> **Activity**: Below, some lines carry pictures; leave those pictures out and retype exactly the lines from the one with "The width and" through the one with "pyautogui.click(x=<x>, y=<y>)".

> **Dataset entries**:
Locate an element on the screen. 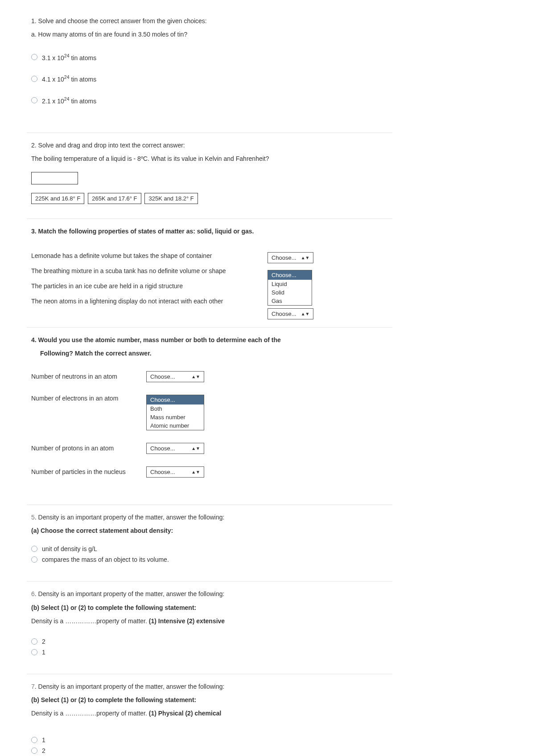 This screenshot has width=535, height=756. q3-row-c: The particles in an ice cube are held in… is located at coordinates (107, 286).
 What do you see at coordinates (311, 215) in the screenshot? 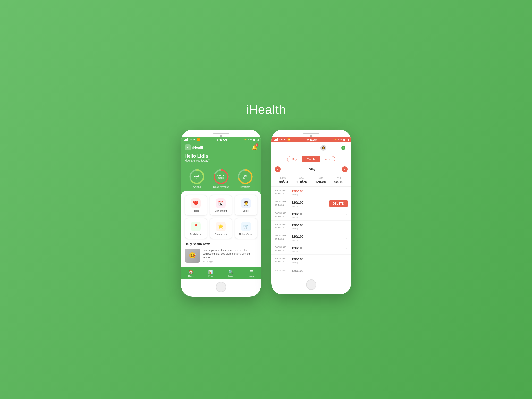
I see `record-row-3: 24/05/2018 11:16:24 120/100 mmHg ›` at bounding box center [311, 215].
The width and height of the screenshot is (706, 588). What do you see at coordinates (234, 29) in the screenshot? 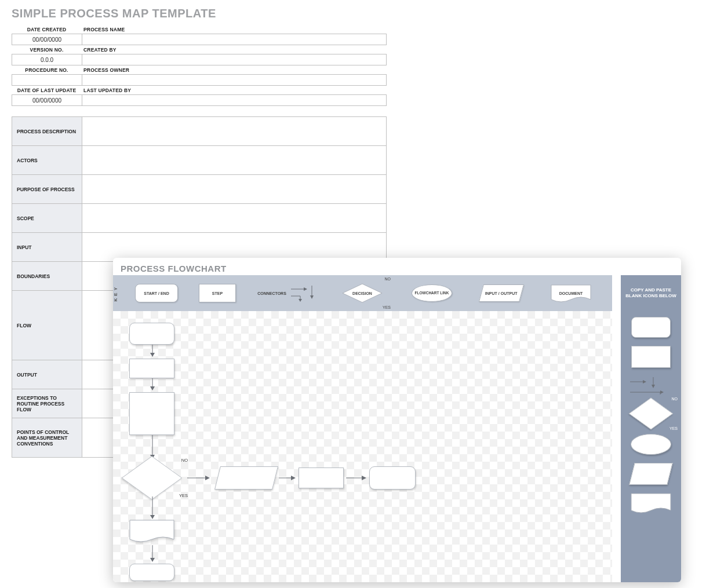
I see `meta-label-process-name: PROCESS NAME` at bounding box center [234, 29].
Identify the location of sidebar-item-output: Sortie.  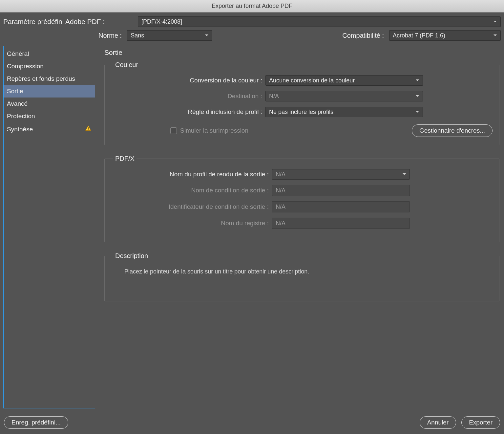
(49, 91).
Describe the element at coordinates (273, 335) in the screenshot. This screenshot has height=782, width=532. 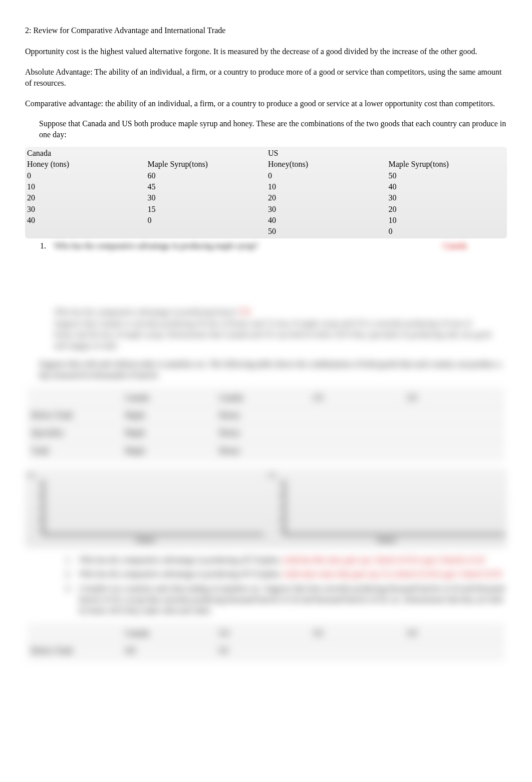
I see `hidden-para-a: Suppose that Canada is currently produci…` at that location.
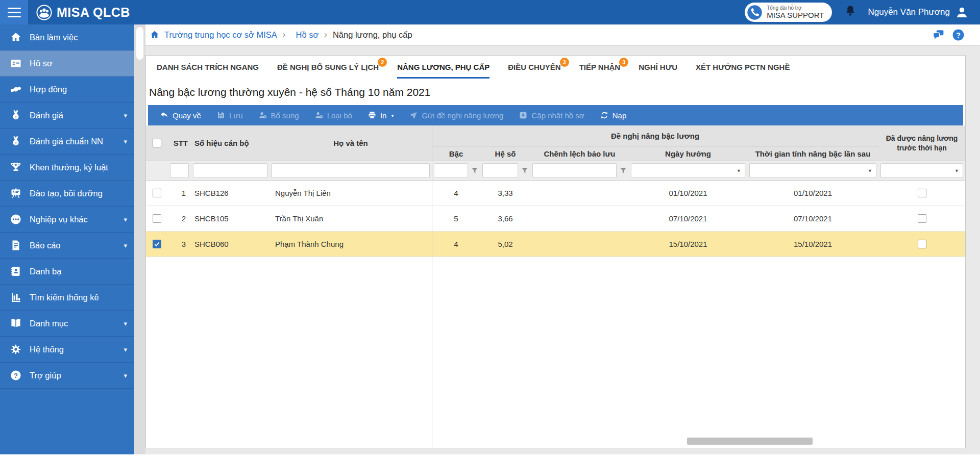 Image resolution: width=980 pixels, height=460 pixels. What do you see at coordinates (351, 143) in the screenshot?
I see `column-header-name: Họ và tên` at bounding box center [351, 143].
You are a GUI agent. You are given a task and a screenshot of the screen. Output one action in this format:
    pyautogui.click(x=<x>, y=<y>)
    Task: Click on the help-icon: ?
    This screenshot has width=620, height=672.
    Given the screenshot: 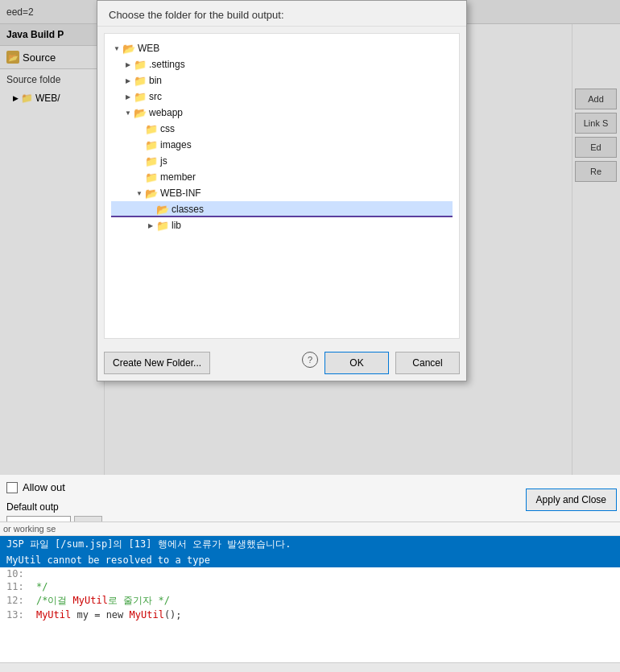 What is the action you would take?
    pyautogui.click(x=310, y=360)
    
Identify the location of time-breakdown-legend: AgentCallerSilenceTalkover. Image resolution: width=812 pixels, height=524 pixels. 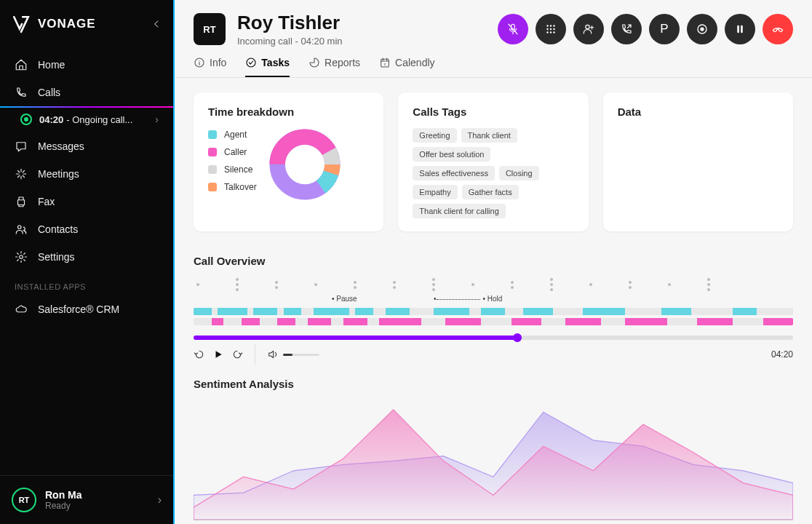
(233, 164).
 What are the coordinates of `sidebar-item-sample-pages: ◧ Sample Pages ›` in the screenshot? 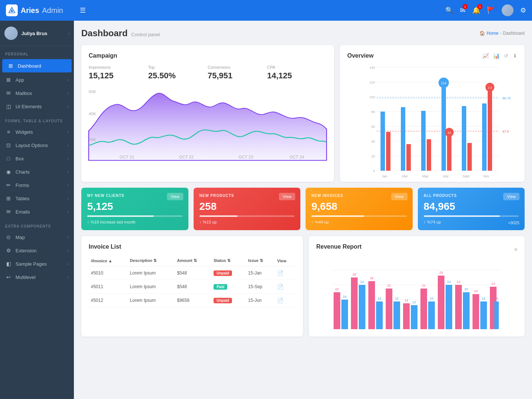 It's located at (37, 264).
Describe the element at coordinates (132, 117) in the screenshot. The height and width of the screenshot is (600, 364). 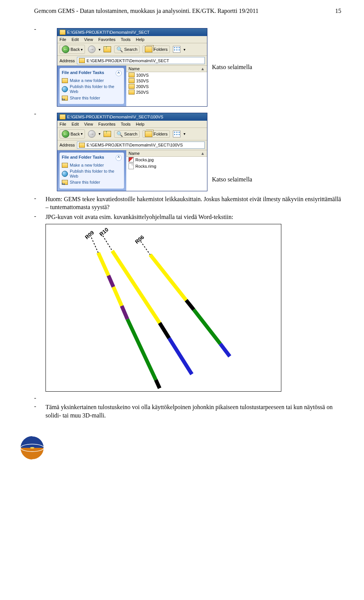
I see `window-titlebar: E:\GEMS-PROJEKTIT\Demomalmi\V_SECT\100VS` at that location.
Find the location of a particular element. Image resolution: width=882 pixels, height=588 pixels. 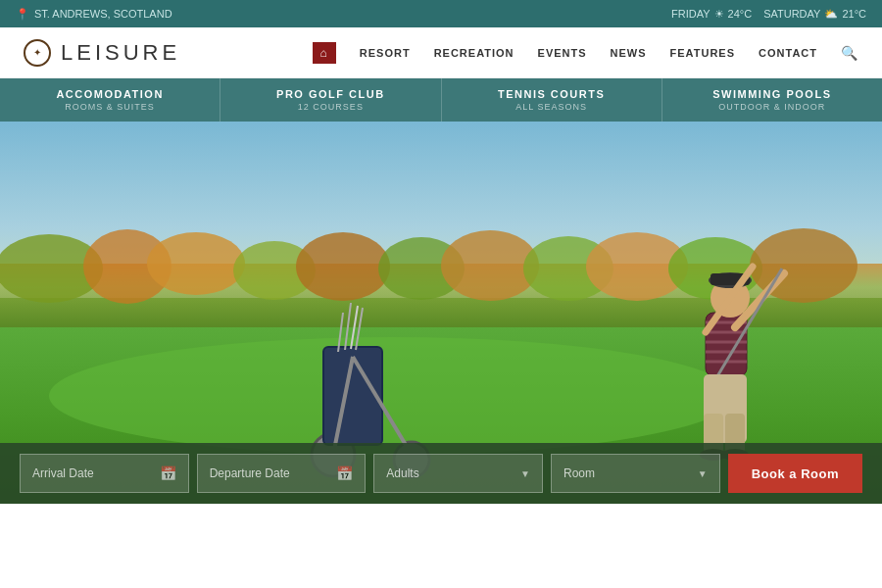

saturday-label: SATURDAY is located at coordinates (792, 14).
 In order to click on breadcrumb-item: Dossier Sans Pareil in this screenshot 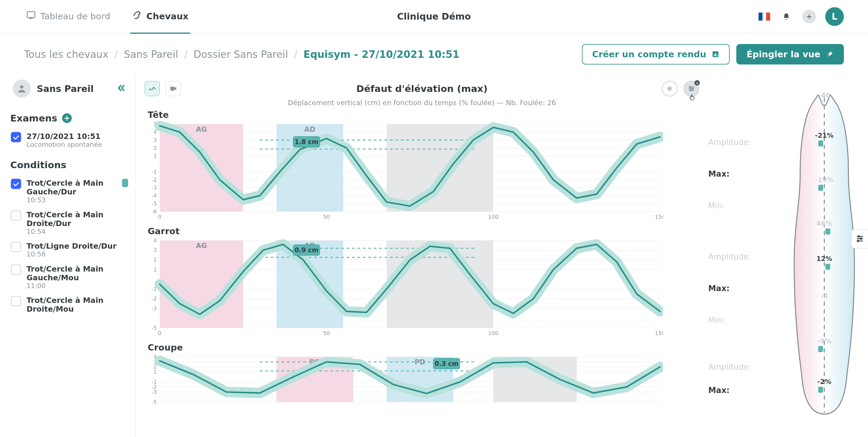, I will do `click(241, 55)`.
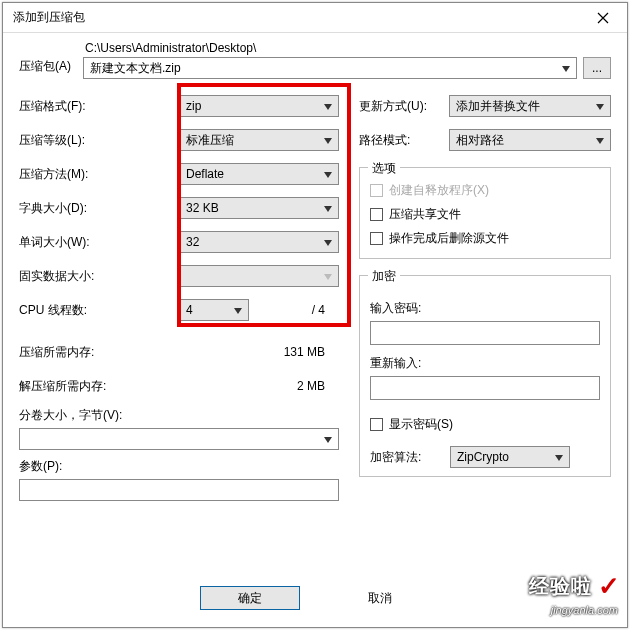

> **Solution**:
The width and height of the screenshot is (706, 588). What do you see at coordinates (234, 29) in the screenshot? 
I see `meta-label-process-name: PROCESS NAME` at bounding box center [234, 29].
Identify the location of sidebar-item-output: Sortie.  
(49, 91).
Describe the element at coordinates (273, 335) in the screenshot. This screenshot has height=782, width=532. 
I see `hidden-para-a: Suppose that Canada is currently produci…` at that location.
 Image resolution: width=980 pixels, height=460 pixels. What do you see at coordinates (351, 143) in the screenshot?
I see `column-header-name: Họ và tên` at bounding box center [351, 143].
You are a GUI agent. You are given a task and a screenshot of the screen. Output one action in this format:
    pyautogui.click(x=<x>, y=<y>)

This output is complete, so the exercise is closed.